On a server there's no human approver. allowed_tools=["Read","Glob","Grep"]

means the agent structurally cannot modify the filesystem, no matter what a user types (prompt injection included). The allowlist is safety, not performance. max_turns

caps runaway loops/cost.

These are the four questions you answer in the README. Below is the

methodand thequestions to ask yourself— not the answers. Reason from the guides and your own build.

Q1 — Why does an agent that runs shell commands need a permission system, and why is plan mode valuable from an empty directory?

Ask yourself: what is the difference between a chat model that gets something wrong and an agent that gets something wrong? What could a tool like Bash

or Edit

actually do? When you started from an empty folder, what did plan mode let you see before anything ran — and why does "empty folder" raise the stakes versus editing an existing repo? (Revisit Guide 2's "Permission Modes".)

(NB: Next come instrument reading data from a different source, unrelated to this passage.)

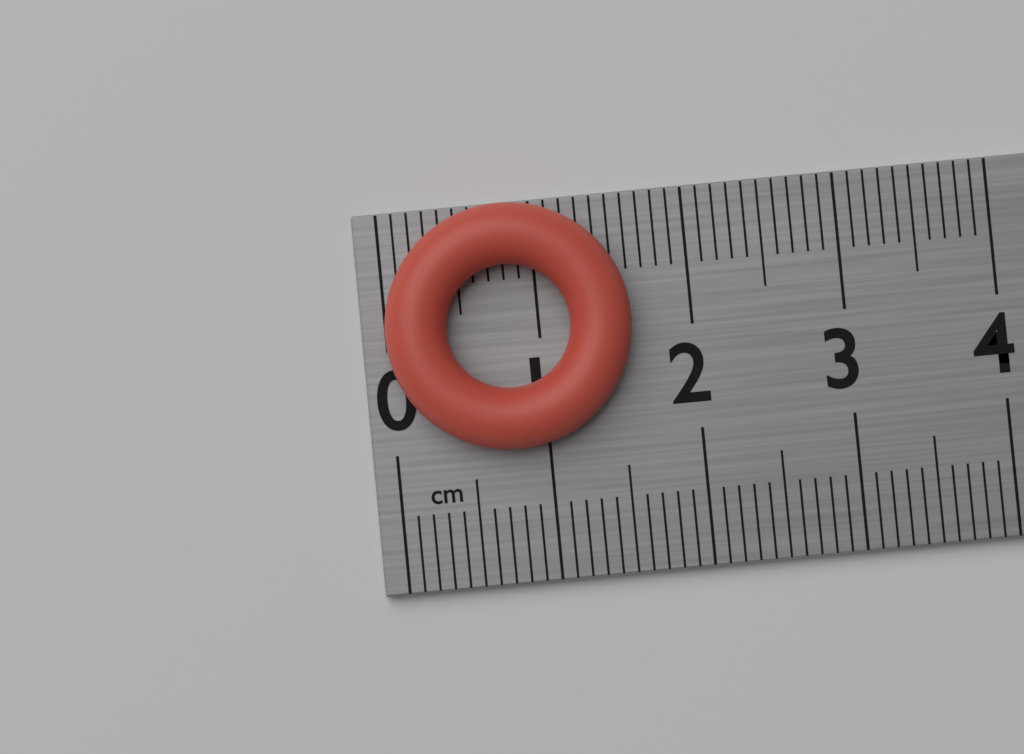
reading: 1.6 cm
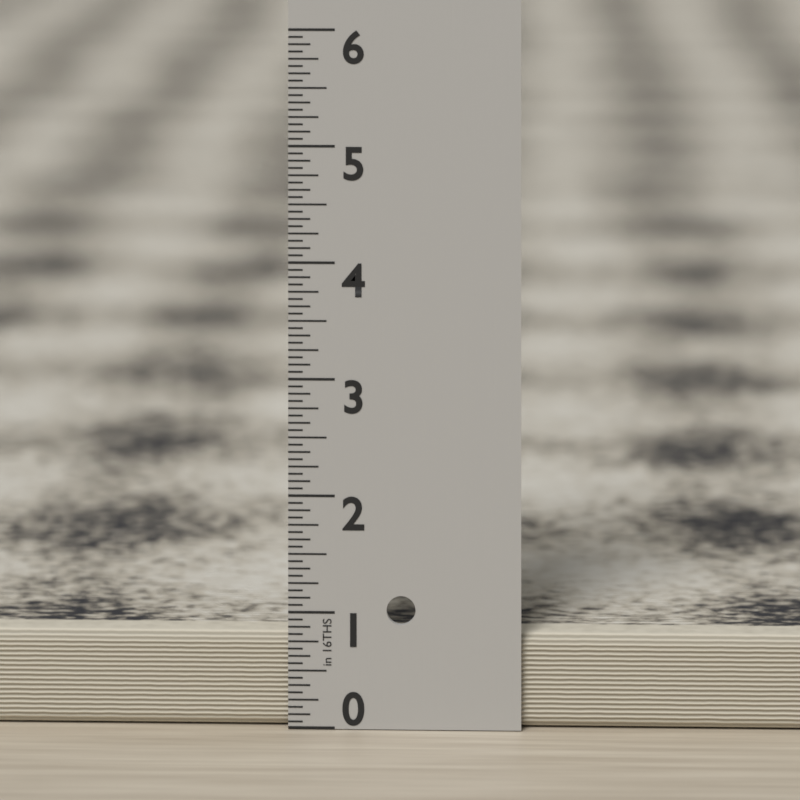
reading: 0.8125 in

Ask yourself: this file is re-read at the start of every session — so what earns a permanent seat, and what's cheaper to let the agent rediscover? What would be actively dangerous to put here? Then connect it to Session 3: what did you learn about the context window as a budget, and which S3 tool do /compact

and /clear

echo?

Ask yourself: list what you had to wire by hand in LangGraph that query()

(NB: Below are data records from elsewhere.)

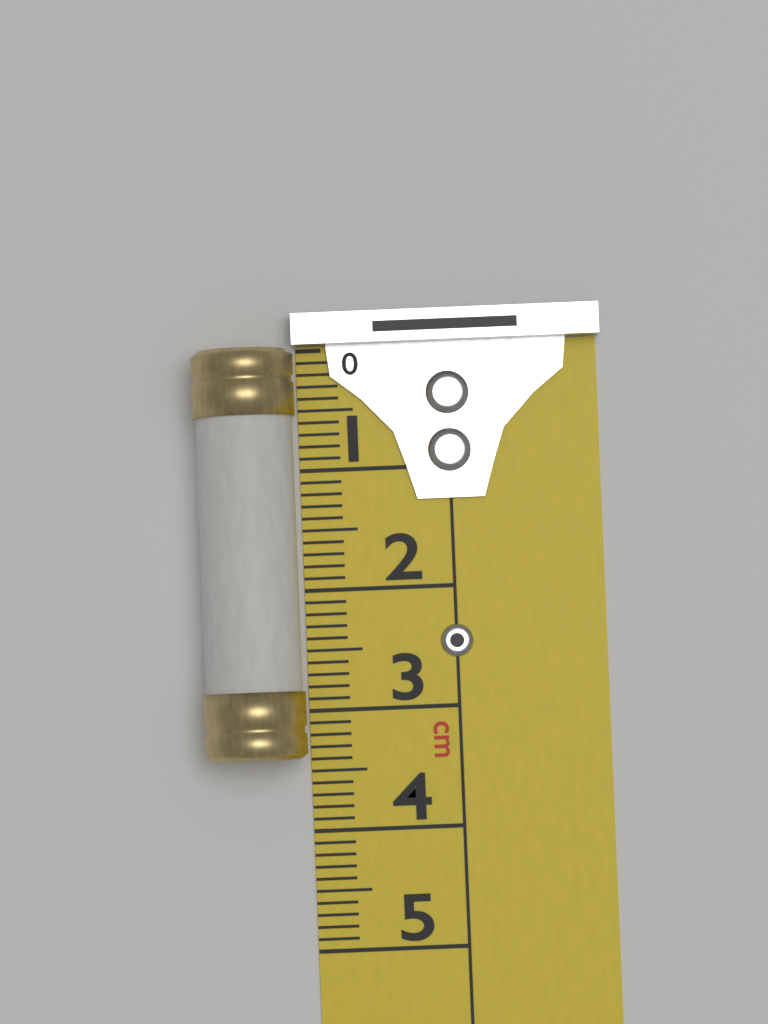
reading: 3.4 cm
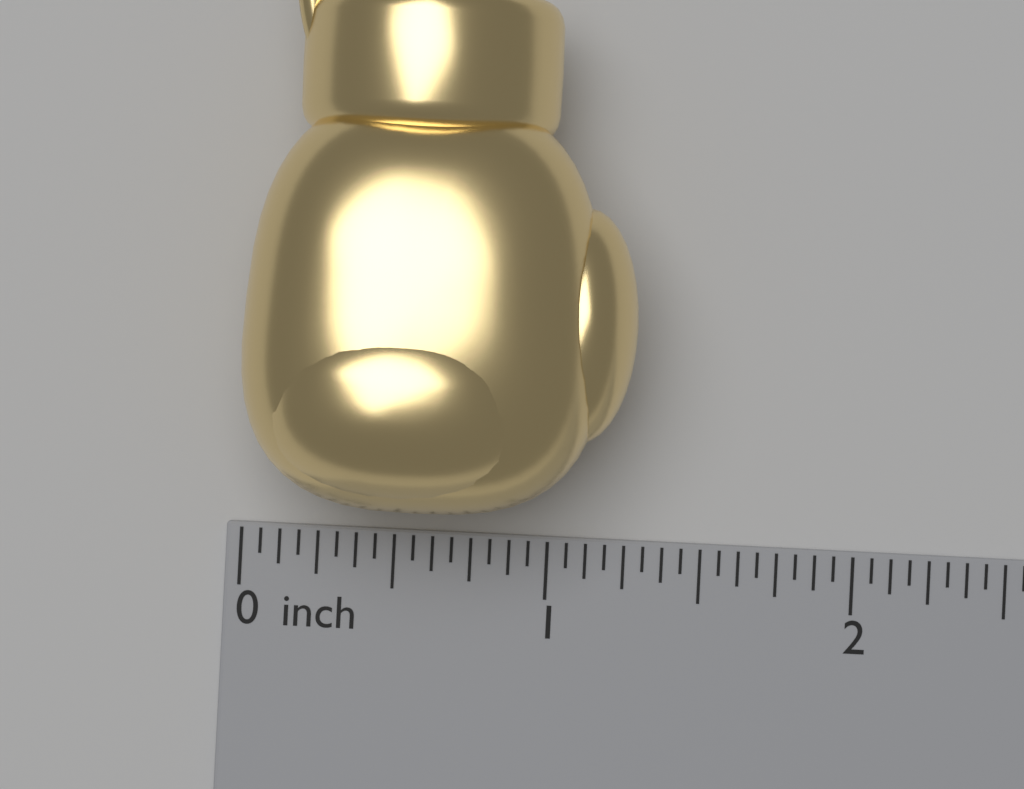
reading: 1.2500 inch
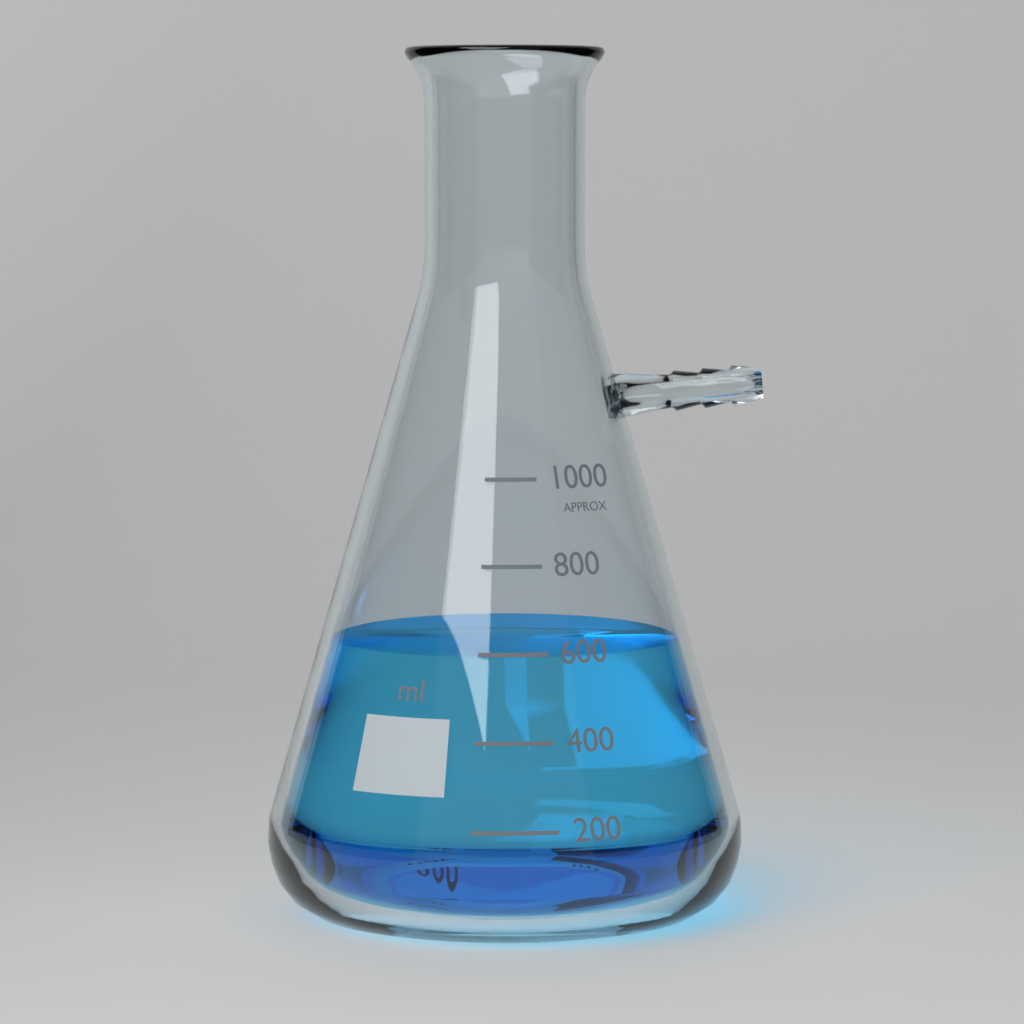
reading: 600 ml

now hands you for free. Then flip it — name something you could do in a hand-built graph that the fixed SDK loop won't let you do. Is this a strict upgrade, or a trade? For a read-and-answer concierge, which side of the trade matters?

Q4 — Why route through query()

vs a raw chat completion; what new risk, and how did your controls address it?

Ask yourself: what can the agent do that a plain chat completion can't? Now the flip side — those same tools are driven by whatever a stranger types into your chat box, and no human is at the server to approve. What could go wrong? Look at your own allowed_tools

and permission_mode

: what do they make impossible, regardless of the input? (Guide 3's "Why these controls matter (Question #4)" is your anchor.)

Build a FastAPI app where POST /api/chat

routes each message through the Agent SDK query()

, configured with a read-only allowed_tools=["Read","Glob","Grep"]

allowlist; add conversation memory (map conversation_id

→ SDK session_id

, pass resume=

) and at least one custom tool. Build it with Claude Code — plan → implement → verify. Check yourself: Does the chat answer real questions about a repo, and do the answers actually reflect the files (not a guess)? Ask a follow-up ("what are its dependencies?") — does context carry? Force your custom tool with a targeted question — does it fire? Is your key ever visible in the browser? Does chat-app/CLAUDE.md

name the seam?

Pick one: (a) live progress streaming (SSE) so users see tool calls instead of a spinner; (b) a multi-conversation sidebar, each thread its own SDK session; (c) a second custom tool useful for your target repo. Demo it in your Loom and explain the design decision in one paragraph. Check yourself: does the enhancement visibly work in your demo, and can you justify why you chose it? (Any one, working, is enough.)

If you're curious: connect your Session 8 cat-shop MCP server to your chat app via the SDK's mcp_servers

option, so users can browse/cart/checkout in natural language. It's unscored — no bonus, no penalty — pure exploration; share findings + a demo in your Loom if you try it.